Bank of England Governor Andrew Bailey has called on lenders to pass on interest rate rises to their savers – amid claims that they have been profiteering.
Speaking after the publication of bank stress tests, which gave lenders a clean bill of health, Bailey made clear that the firms were financially strong enough to compete and offer better deals.
Banks have come under fire for making only measly increases in rates offered to interest access savers while ramping up borrowing costs, making for fatter profits.
Chancellor of the Exchequer Jeremy Hunt has backed calls for them to offer better returns.
Bailey said yesterday: ‘It is important that rates get passed through.
Plea: Speaking after the publication of bank stress tests Bank of England governor Andrew Bailey (pictured) made clear the firms were financially strong enough to offer better deals
‘It is also important that we have competition in the banking system which encourages banks to compete on savings rates.
‘A more resilient banking system will be able to compete.
‘They haven’t got one arm behind their back by the need to achieve financial stability.’
The Bank’s stress tests showed that all of Britain’s eight major lenders had enough capital to cope with an imaginary doomsday scenario in which house prices slump by nearly a third and unemployment rockets.
‘Major UK banks’ capital and liquidity positions remain robust and profitability has increased, which enables them both to improve their capital positions and to support their customers,’ the Bank said.
Bailey said that robustness meant that lenders did not have to overcompensate by building up a big net interest margin, which is the gap between borrowing and savings rates that is a key measure of profitability.
‘The resilience of the banking system is not a constraint on banks managing their net interest margins, and therefore managing the rates they pay to savers and the rates they charge on mortgages,’ the Governor said.
The Bank of England’s benchmark interest rate has soared from 0.1 per cent in December 2021 to 5 per cent today.
Lenders predict that it will hit 6.4 per cent later this year.
And they have responded by jacking up borrowing rates.
The average rate on a two-year fixed term mortgage deal stands at 6.7 per cent, according to the latest figures from financial website Moneyfacts yesterday – surpassing the level seen in the wake of Liz Truss’s disastrous mini-Budget last autumn.
Yet savers have been left with easy-access savings rates at just 2.55 per cent.
Hikes: The Bank of England’s benchmark interest rate has soared from 0.1% in December 2021 to 5% today and lenders predict it will hit 6.4% later this year
Banks point out that better deals are available for accounts that lock money away for a set period of time.
The latest figures show a typical 4.95 per cent rate on a one-year savings deal.
Yet that has not silenced the chorus of calls for them to do better by millions of customers who are seeing the value of their nest eggs eroded by inflation.
MPs on the House of Commons Treasury Committee have been scrutinising banks over the issue since earlier this year but complained last week that rates still seemed ‘too low’.
They noted that the rates on easy-access savings accounts at the big four banks were between 0.9 per cent and 1.7 per cent.
The MPs questioned whether customers were being offered fair value or instead being ‘exploited’ because of their loyalty.
Hunt last month accused banks of dragging their feet on the issue, and pledged to take action to get a better deal for savers.
He said that he had told bank bosses ‘in no uncertain terms’ that it was taking ‘far too long’ to pass on rises in the Bank of England base rate.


WHAT YOU NEED TO DO: Exactly as written, please set down all of the entries again, with no pictures.

RECORDS TO USE:

# # # # # # #

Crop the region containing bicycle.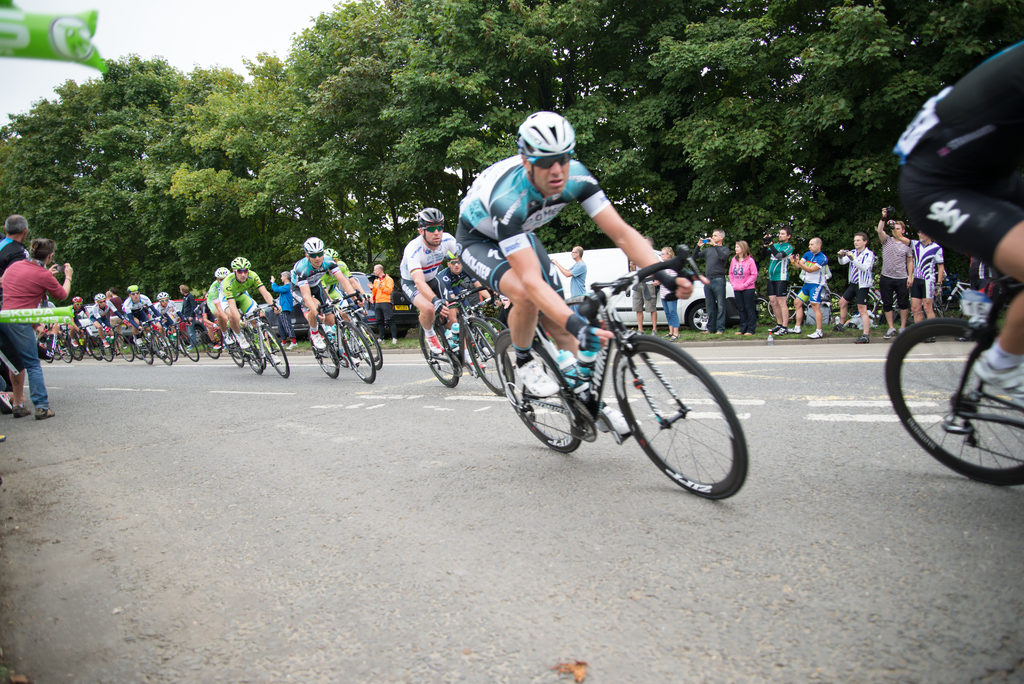
Crop region: left=196, top=326, right=229, bottom=357.
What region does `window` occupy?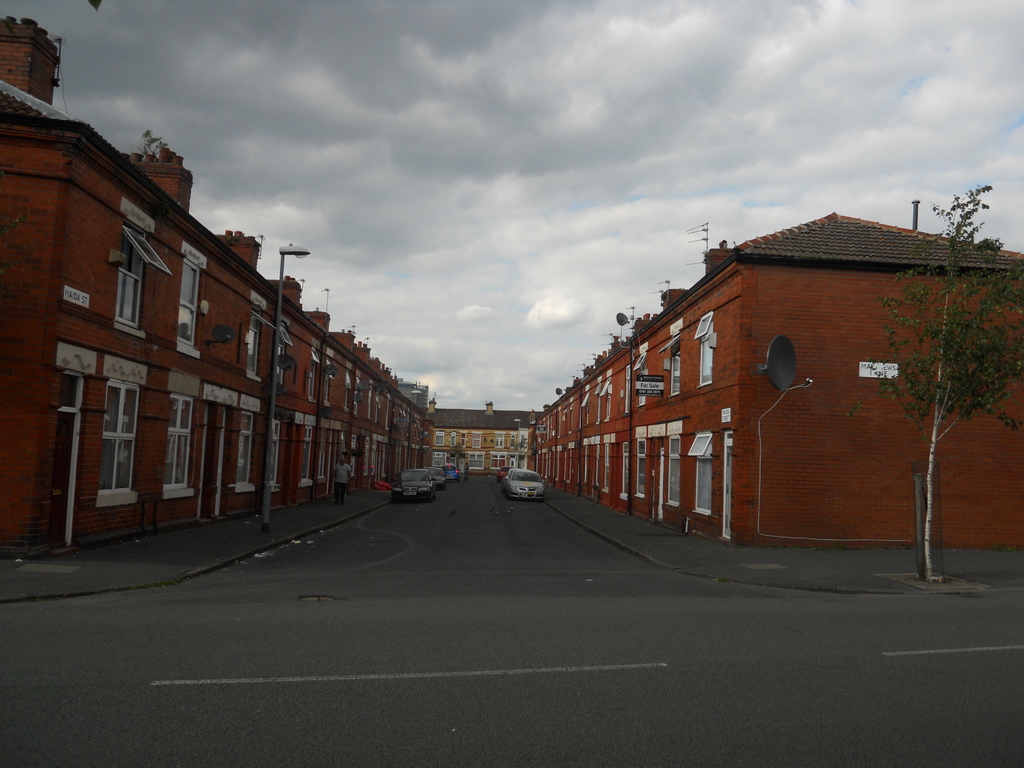
detection(107, 193, 174, 346).
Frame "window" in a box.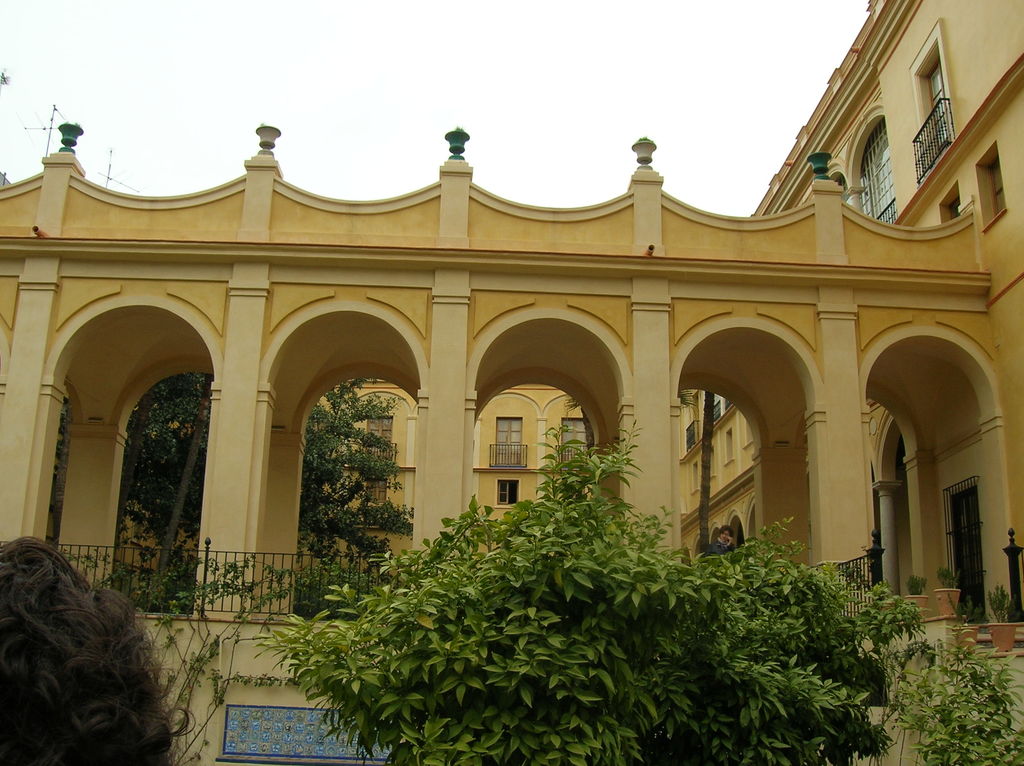
{"x1": 922, "y1": 63, "x2": 950, "y2": 142}.
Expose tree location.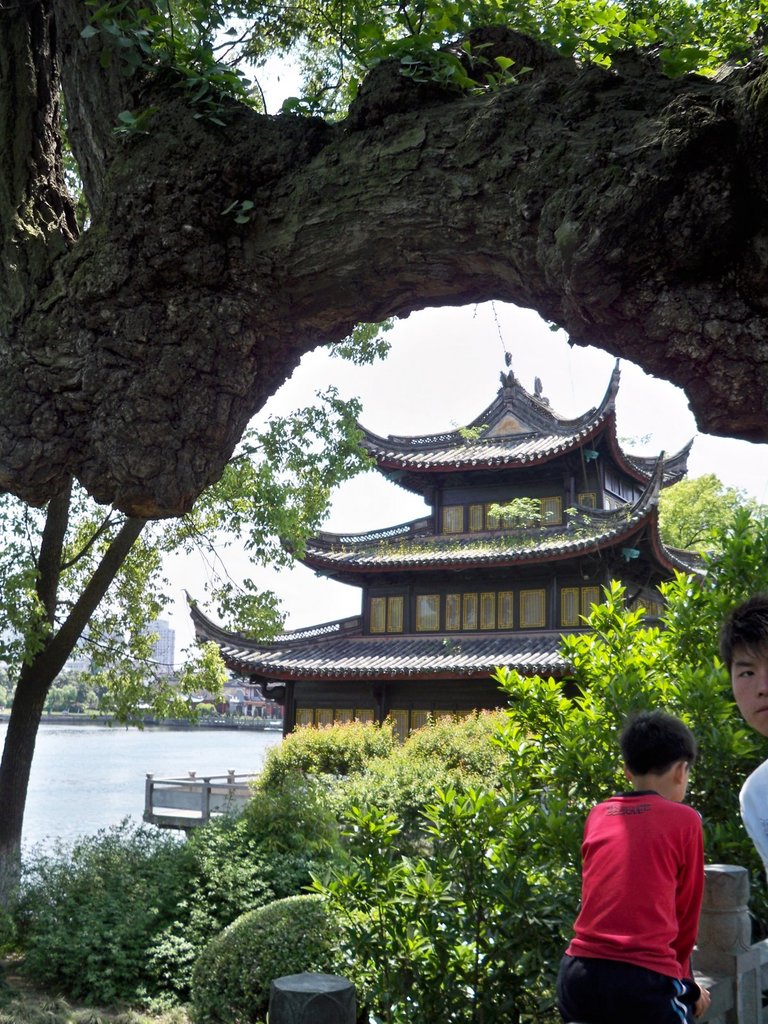
Exposed at [14, 667, 93, 719].
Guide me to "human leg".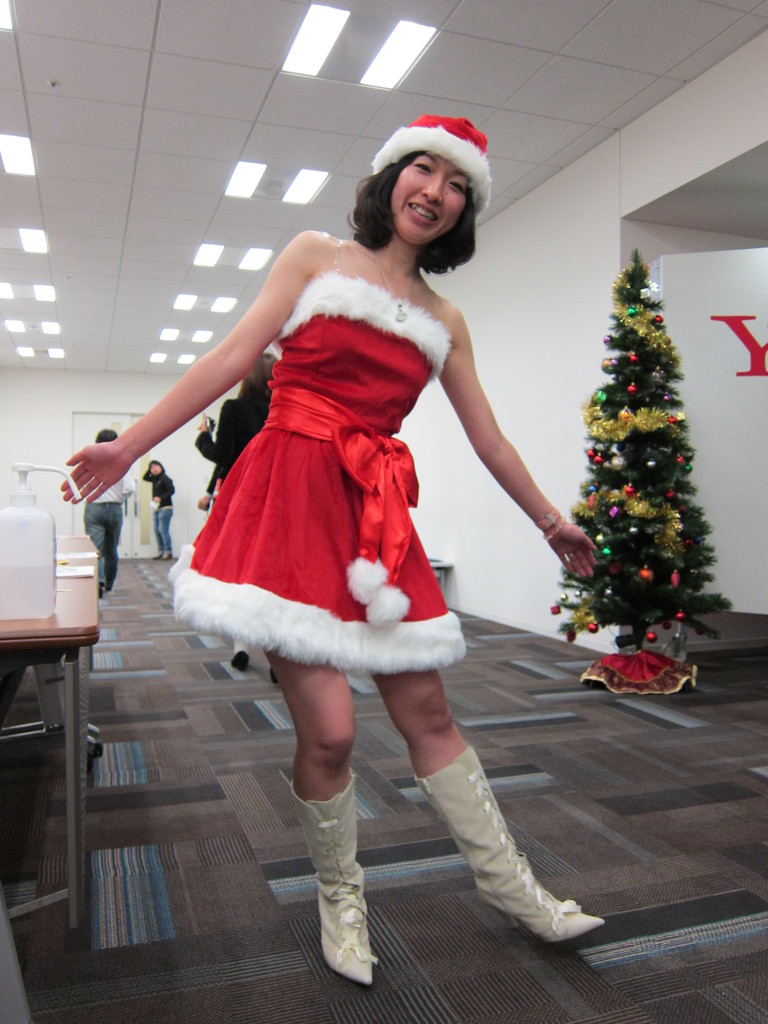
Guidance: x1=104 y1=504 x2=123 y2=592.
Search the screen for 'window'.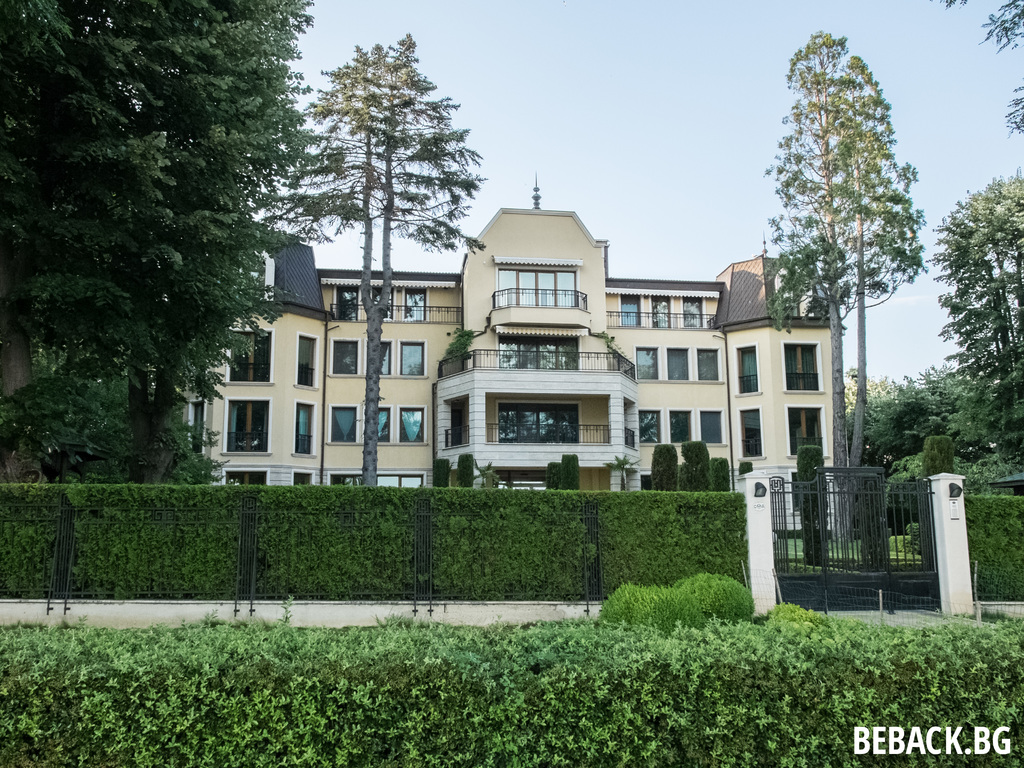
Found at [x1=493, y1=263, x2=578, y2=308].
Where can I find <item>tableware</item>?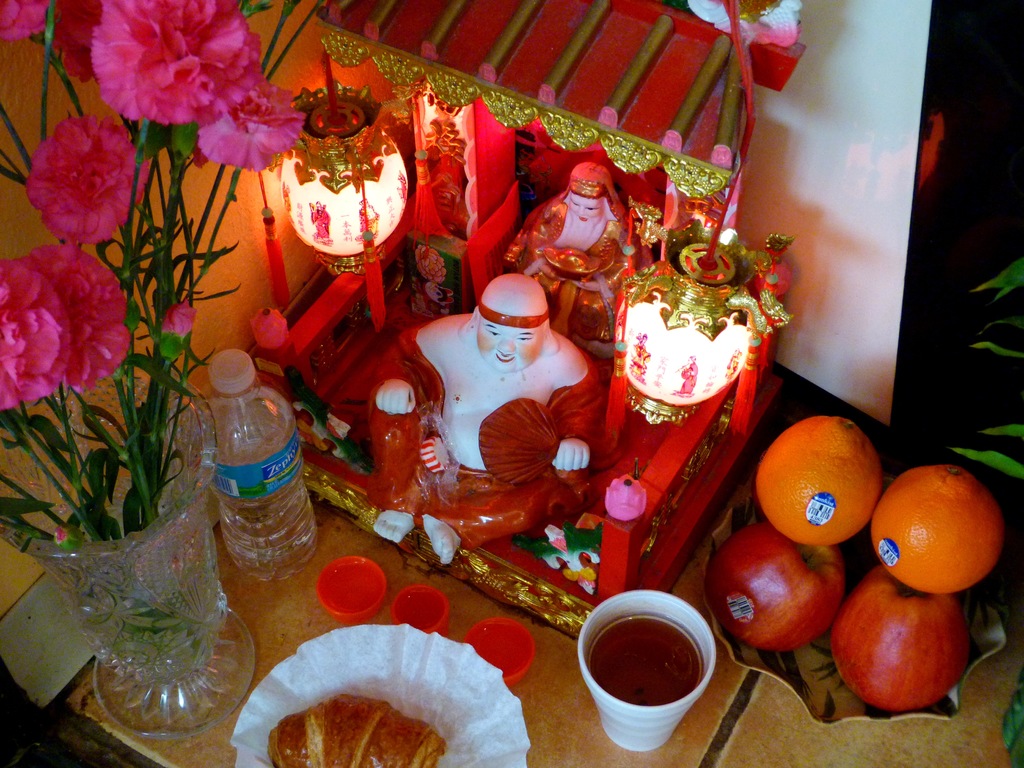
You can find it at x1=584, y1=598, x2=748, y2=754.
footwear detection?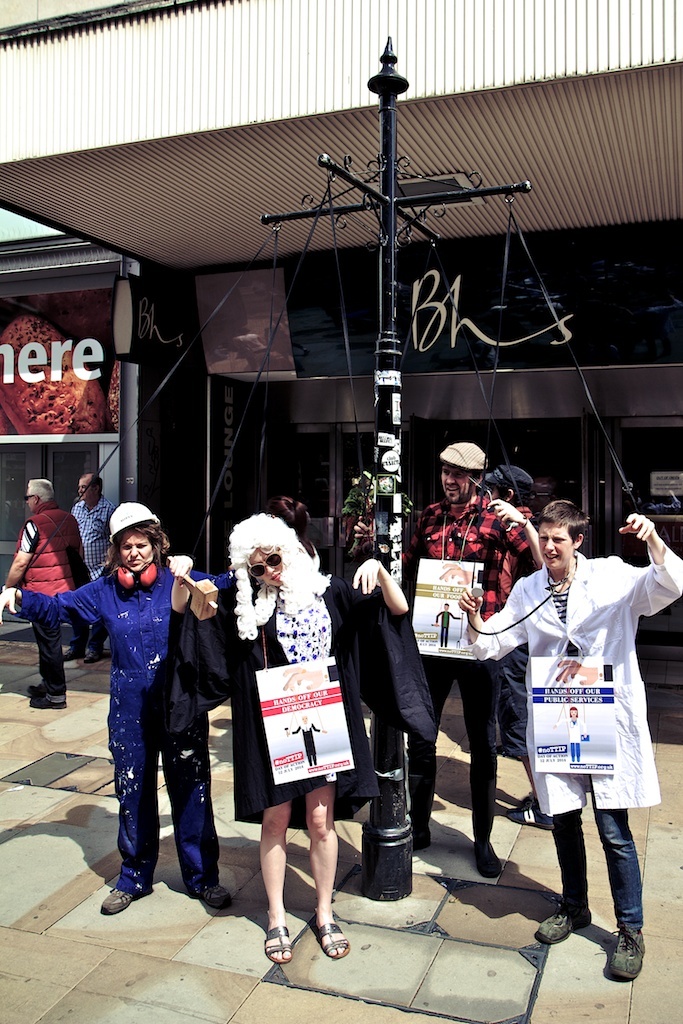
(left=83, top=643, right=101, bottom=661)
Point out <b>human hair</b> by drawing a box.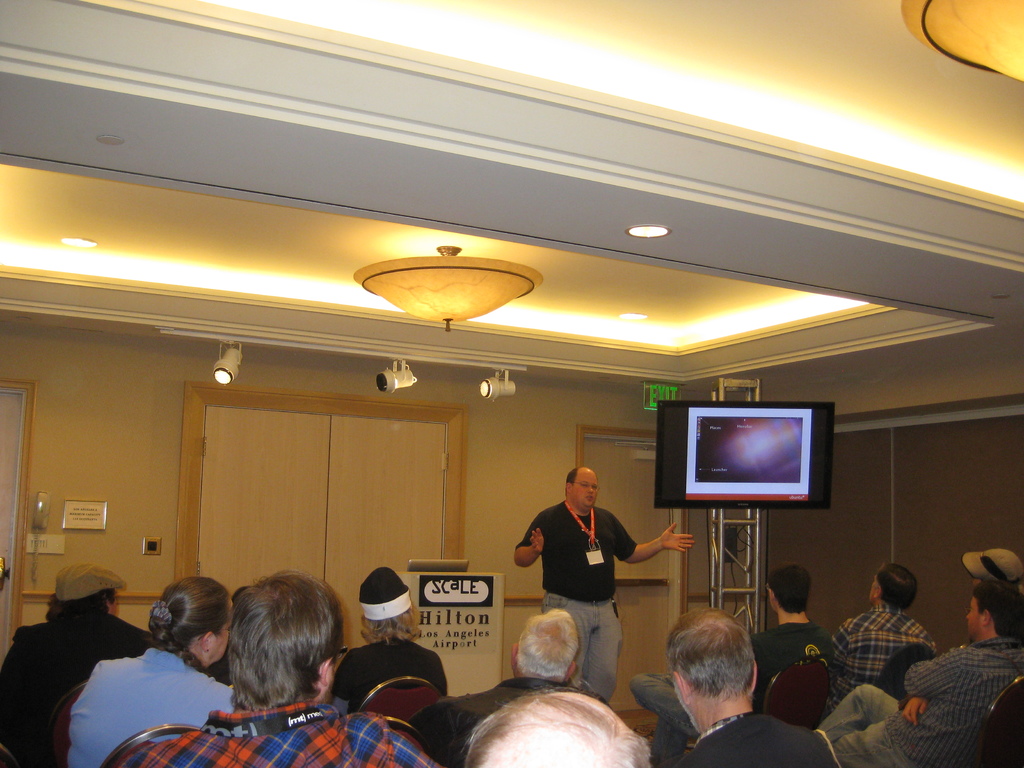
<bbox>44, 588, 115, 618</bbox>.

# # # # # # #

WRITTEN RESPONSE:
Crop the region containing bicycle.
Crop region: left=196, top=326, right=229, bottom=357.
What region does `window` occupy?
detection(107, 193, 174, 346).
Frame "window" in a box.
{"x1": 922, "y1": 63, "x2": 950, "y2": 142}.
Expose tree location.
Exposed at [14, 667, 93, 719].
Guide me to "human leg".
Guidance: x1=104 y1=504 x2=123 y2=592.
Search the screen for 'window'.
Found at [x1=493, y1=263, x2=578, y2=308].
Where can I find <item>tableware</item>?
You can find it at x1=584, y1=598, x2=748, y2=754.
footwear detection?
(left=83, top=643, right=101, bottom=661)
Point out <b>human hair</b> by drawing a box.
<bbox>44, 588, 115, 618</bbox>.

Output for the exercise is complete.